There are many legends and stories about why the pumpkin became a symbol of Halloween. We came across one while hiking in Ireland, where Halloween is said to have originated. The story supposedly takes place in the north of Ireland, in a small town surrounded by forests, and it happened like this.

The Irish Legend of Halloween and Greedy Jack

Halloween AI.

Long, long ago, in Ireland, there lived a humble blacksmith named Jack Stingy, whose favourite pastime was to while away the hours in taverns. There he perfected his drinking craft until his skill became something of a legend.

He became so notorious that word of him flew across the kingdom like wildfire. Many challengers tried to dethrone him, stepping up to test their mettle, but each contest ended the same way: the contender would slump, dazed, beneath a bench, while Jack—unfazed—would lift his cup and drink on as if nothing had happened.

One evening, an elegantly dressed gentleman entered the tavern. He scanned the smoky room and asked the innkeeper—who was rubbing battered mugs with a rag not quite fit for the task—about the man said to be unrivalled in drink. The innkeeper glanced up, measured the newcomer with a squint, scented the heavy purse at his side, bowed to the floor and pointed him toward a corner bench.

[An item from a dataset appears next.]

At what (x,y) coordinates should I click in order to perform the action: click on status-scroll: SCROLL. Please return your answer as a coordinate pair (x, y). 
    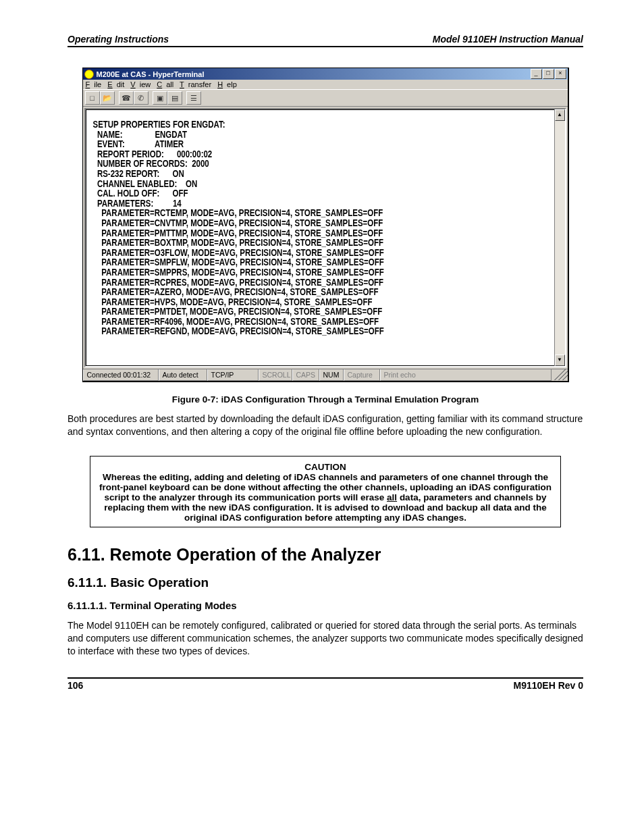
    Looking at the image, I should click on (275, 375).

“Greetings, Jack. Know that your fame has reached far beyond the kingdom,” the stranger said, then hefted a heavy oak chair and set it by the table. Jack looked up from his cup and, more in a mumble than words, replied that he was pleased to meet him. The stranger went on.

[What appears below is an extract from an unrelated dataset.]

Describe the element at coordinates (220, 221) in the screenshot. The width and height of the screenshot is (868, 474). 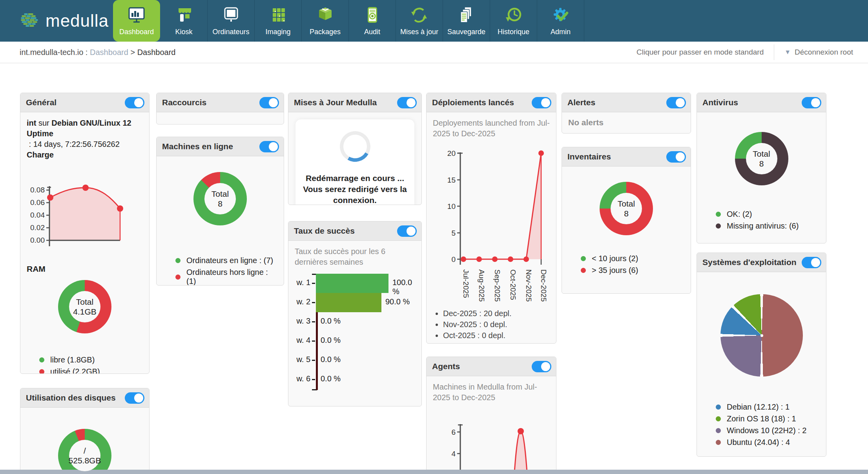
I see `card-machines-online-body: Total8 Ordinateurs en ligne : (7) Ordina…` at that location.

“I have come from afar—very, very far. You may think I jest when I tell you where I come from, but I speak the truth: I come from Hell.” He fixed Jack with eyes that glittered at the edges, baring teeth sharp as razors in a mocking smile.

“I want to test you, smith. In Hell there is no devil I cannot out drink, and the sport is growing tiresome. Providence has sent you to me. Will you take up the challenge?”

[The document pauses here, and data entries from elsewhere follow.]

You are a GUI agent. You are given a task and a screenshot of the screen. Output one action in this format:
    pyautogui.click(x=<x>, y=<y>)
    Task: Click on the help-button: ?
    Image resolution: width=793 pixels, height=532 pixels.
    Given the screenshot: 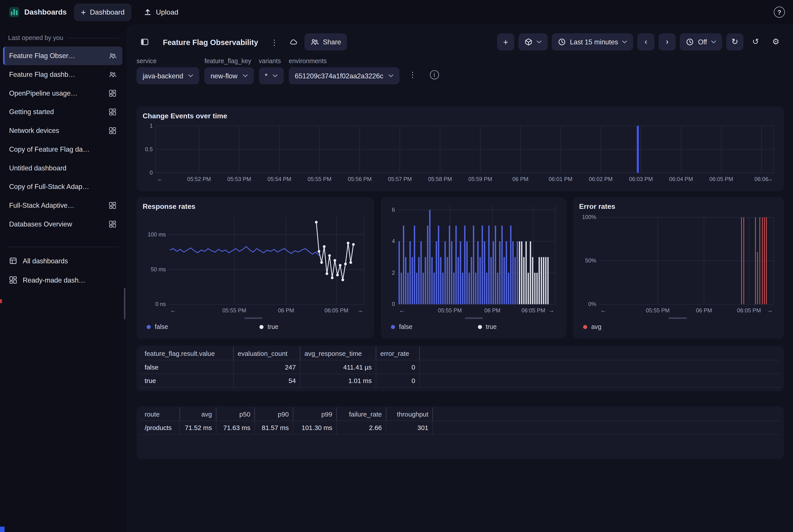 What is the action you would take?
    pyautogui.click(x=779, y=12)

It took Jack a moment to swallow the stranger’s words. He scratched his beard, spat without ceremony onto the floor, wiped the rest on a grubby sleeve and said, “Let us drink!”

They drank all night. The innkeeper brought round new potions and refilled cups to the brim; the rivals consumed everything set before them like machines. Dawn crept in, and still no victor emerged. They might have drunk on forever, were it not that the tavern owner approached and, bowing low, announced that the cellar was drained, and the contest must end. “A draw. Time to settle the bill.”

“I will not pay!” Jack slurred at his companion. “You challenged me, sir—then you pay.” The Devil looked at him with mild surprise and said he, too, had no coin—but perhaps there was a solution.

“I can transform into a material thing. I will turn into a gold coin; take it and pay the innkeeper. Thereafter, I will change back, and tomorrow we shall continue the contest in another house.”

As he said, so he did. In a puff of biting smoke, the stranger shrank and left upon the table a great golden coin. Without thinking, Jack stretched out his greedy hands and—rather than hand the coin to the innkeeper—slipped it into the very pocket where he always kept the rosary his mother had given him long ago. The power of the crucifix bound the Devil inside the coin. The Devil thrashed, begged, pleaded, commanded—but Jack remained unmoved.

“I will not let you go until you promise not to seek vengeance and swear you will never touch my soul,” the smith told the captive. After long weeks of captivity, the Devil consented to the terms.

The moment he returned to his true form, he looked into the drunkard’s eyes and sneered, “I will never take your soul, Jack—yet believe me, you will pay dearly for this.” With a cruel laugh, he vanished into the darkness, leaving behind only a scorched mark on the grass.

Jack Stingy lived many years after, but his time too came at last. When his eyes closed for the final time, his soul went to Heaven. Standing before a great gilded gate, Saint Peter informed him that entry was out of the question. His ledger of sins was far too long.

“Go then, soul, to Hell—there is your place.”

So Jack set off toward his appointed destination and soon hammered upon a great black gate. It opened with a grudging creak, and from the doorway stepped the very Devil Jack had once trapped. The fiend, parting his wrinkled lips, said:

“Welcome, friend. Do you not remember the oath I swore? My honour will not allow me to take your soul. I can give you but a single coal to light your way while you search for your place upon the earth.” He tossed down a black stone at Jack’s feet, laughed, and slammed the gate with a thunderous clang.

From that hour, Jack wandered the earth without rest, lighting his path with a lantern made from a carved pumpkin, forever searching for the rest that would never come.